The keymap stores the mapping between key strokes—or events—and commands. Emacs uses lists for its representation of keymaps. Emacsy instead uses a class that stores entries in a hash table. Another difference for Emacsy is that it does not convert S-C-a to a different representation like [33554433]; it leaves it as a string that is expected to be turned into a canonical representation “C-A”.
Here is an example of the keymap representation in Emacs.
> (let ((k (make-sparse-keymap))) (define-key k "a" 'self-insert-command) (define-key k "<mouse-1>" 'mouse-drag-region) (define-key k "C-x C-f" 'find-file-at-point) k) (keymap (24 keymap (6 . find-file-at-point)) (mouse-1 . mouse-drag-region) (97 . self-insert-command))
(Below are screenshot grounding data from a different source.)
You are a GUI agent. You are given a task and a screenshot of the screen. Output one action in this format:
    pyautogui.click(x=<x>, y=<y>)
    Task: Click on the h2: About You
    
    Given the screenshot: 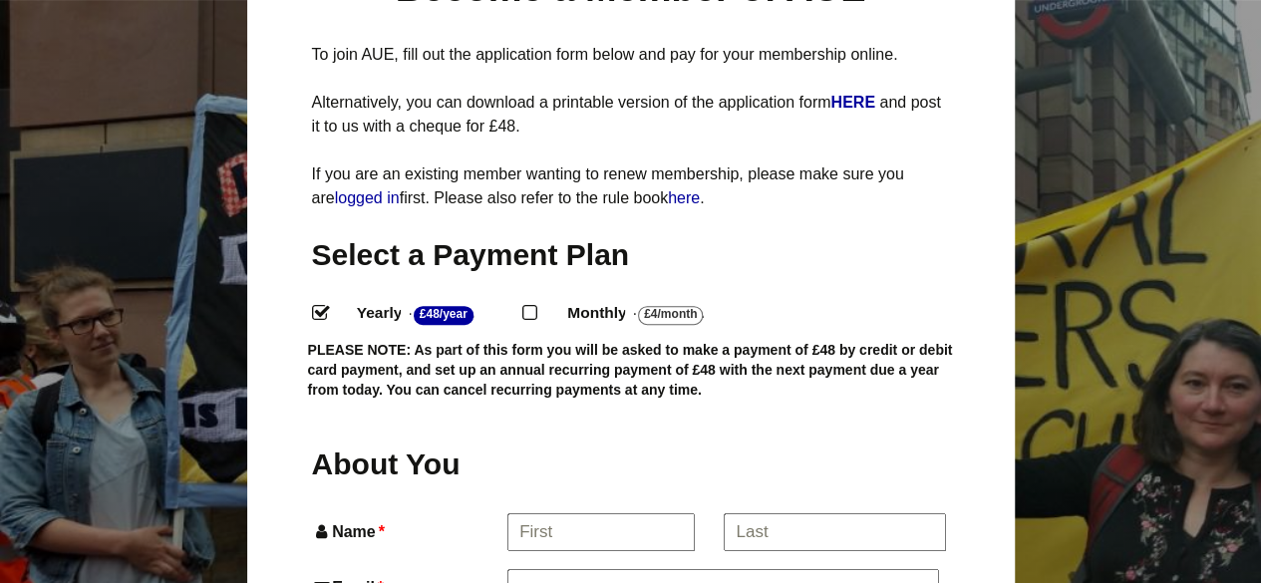 What is the action you would take?
    pyautogui.click(x=408, y=464)
    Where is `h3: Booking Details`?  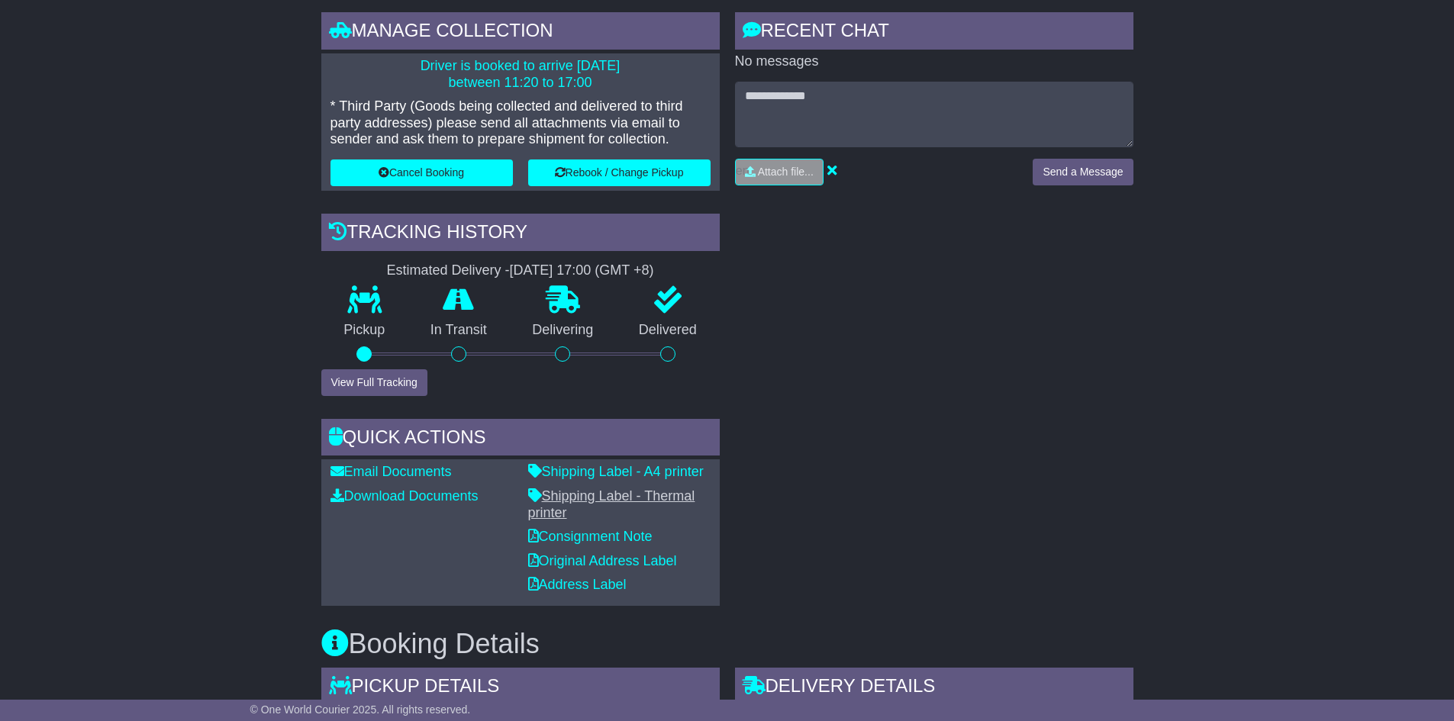 h3: Booking Details is located at coordinates (727, 644).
When I initially implemented Emacsy, I replicated Emacs’ keymap representation, but I realized it wasn’t necessary. And it seems preferrable to make the representation more transparent to casual inspection. Also, Emacsy isn’t directly responsible for the conversion of keyboard events into [[key-event]]s—that’s a lower level detail that the embedding application must handle. Here is the same keymap as above but in Emacsy.
> (let ((k (make-keymap))) (define-key k "a" 'self-insert-command) (define-key k "mouse-1" 'mouse-drag-region) (define-key k "C-x C-f" 'find-file-at-point) k) #<keymap a self-insert-command C-x #<keymap C-f find-file-at-point> mouse-1 mouse-drag-region>
There are a few differences in how the keymap is produced, and the representation looks slightly different too. For one thing it’s not a list.
Our keymap class has a hashtable of entries and possibly a parent keymap.